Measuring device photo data
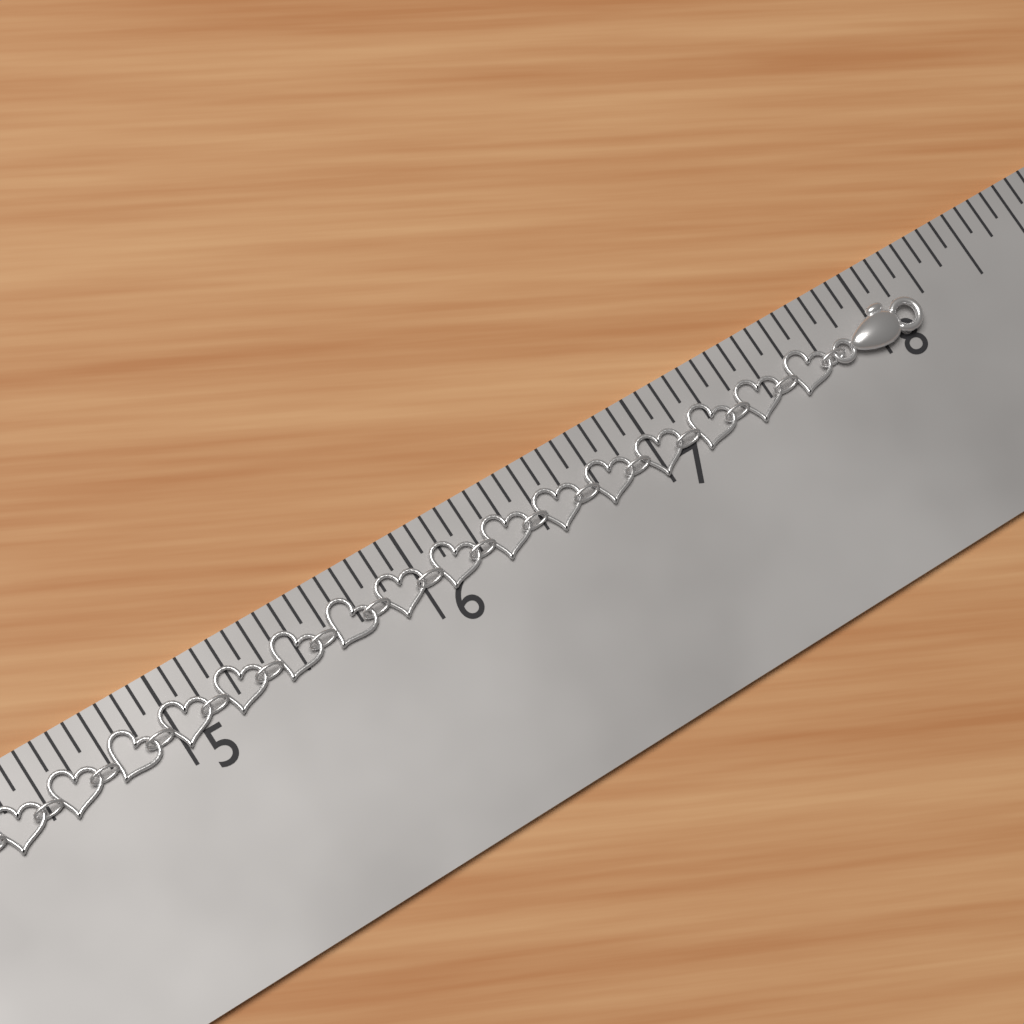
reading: 8.1875 in
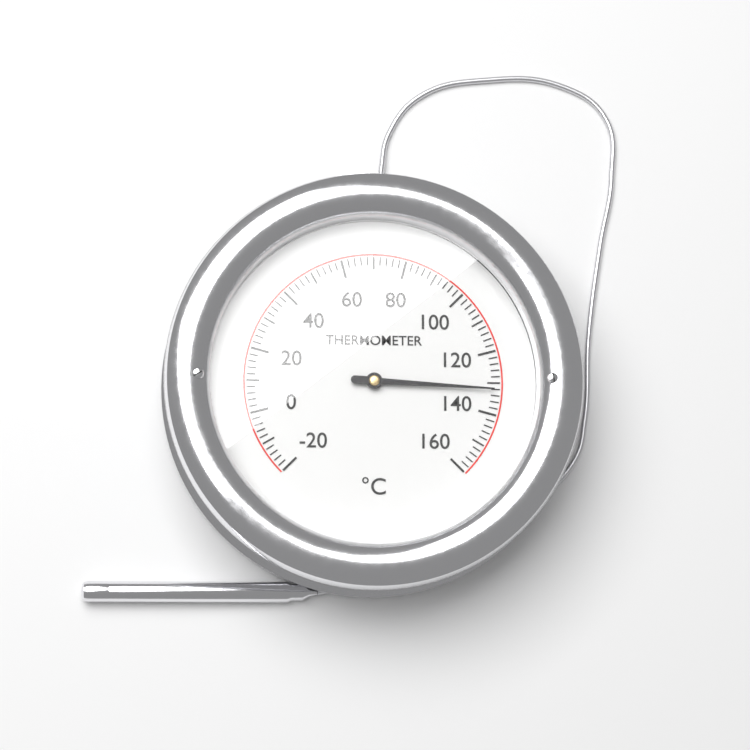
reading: 132 °C
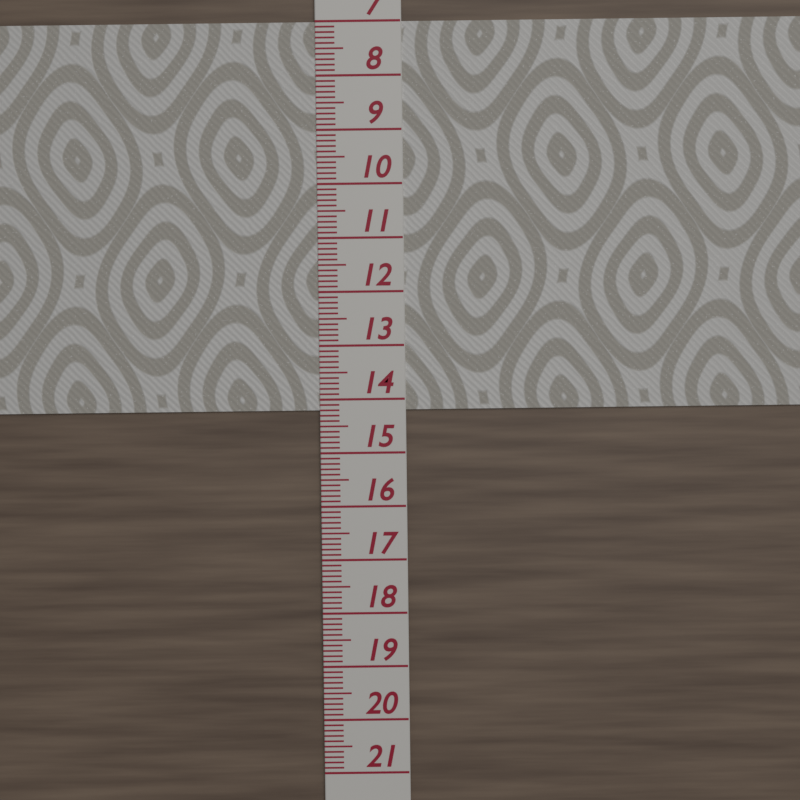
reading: 14.2 (no unit)
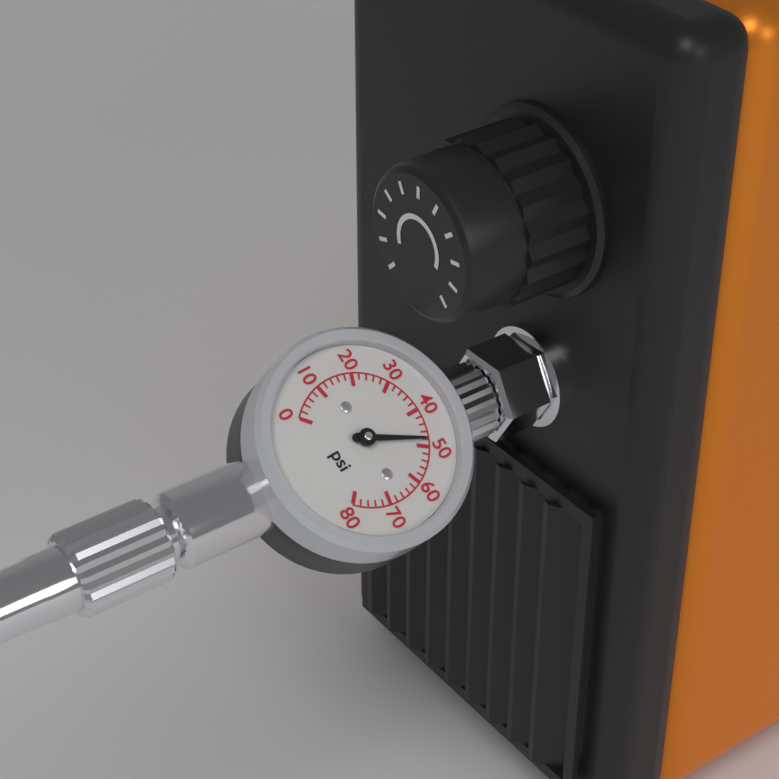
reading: 48 psi
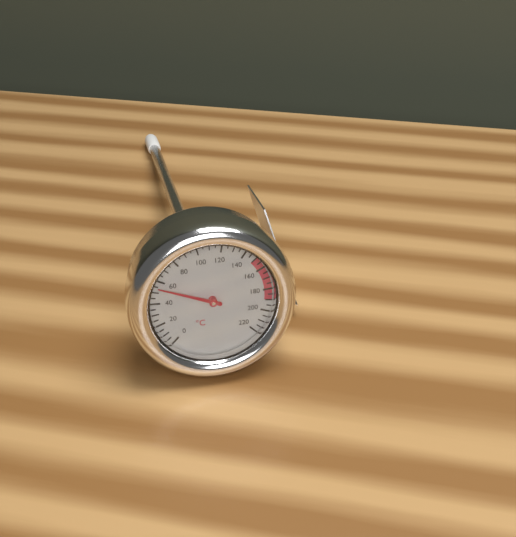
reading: 55 °C
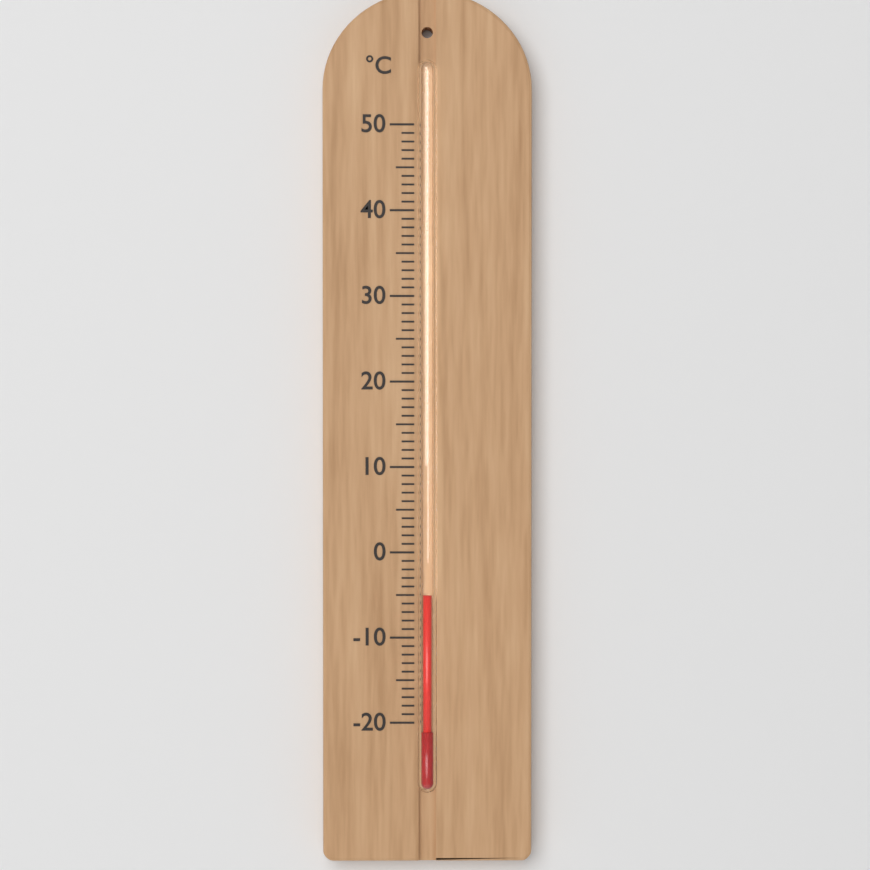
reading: -5 °C
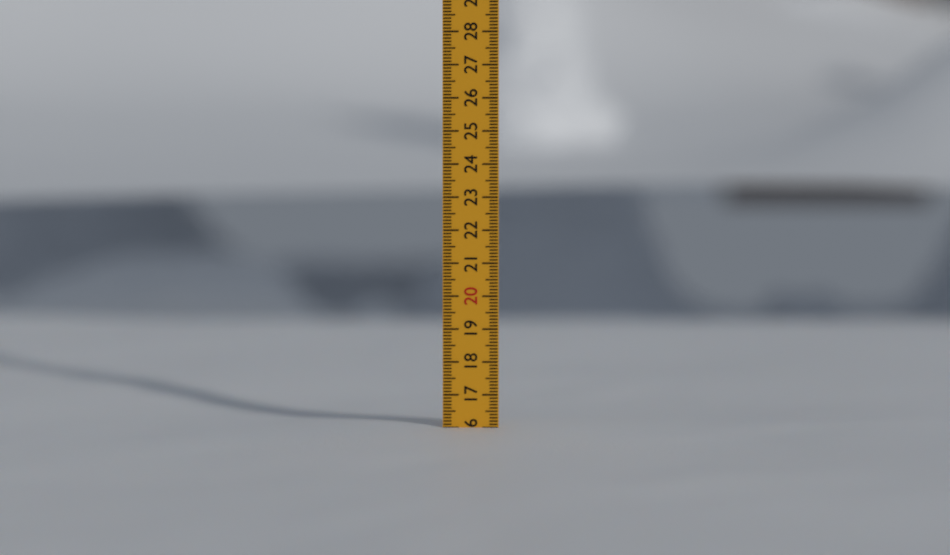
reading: 16.0 (no unit)
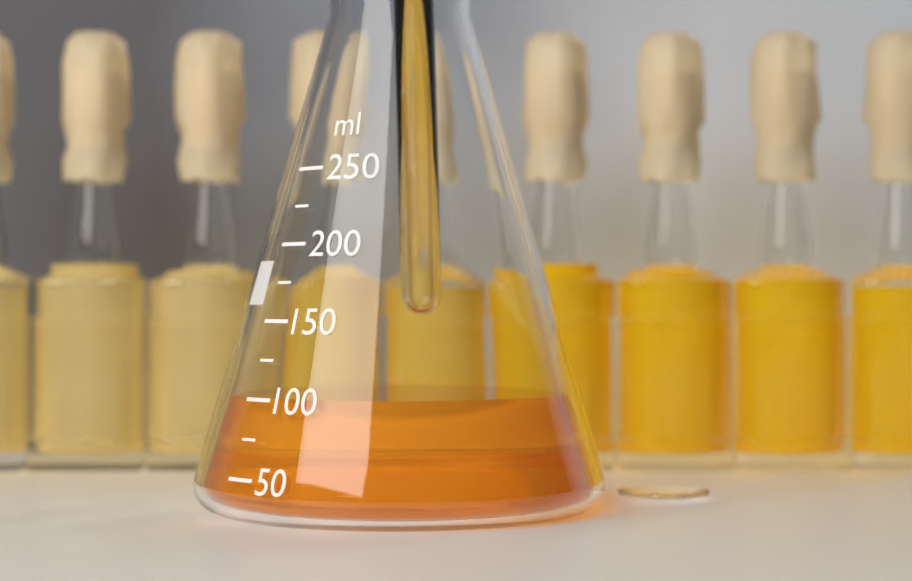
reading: 100 ml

__Exercise brief__
Skip the pictures and transcribe the rest of the records exactly.

__Exercise solution__
reading: 8.1875 in
reading: 132 °C
reading: 14.2 (no unit)
reading: 48 psi
reading: 55 °C
reading: -5 °C
reading: 16.0 (no unit)
reading: 100 ml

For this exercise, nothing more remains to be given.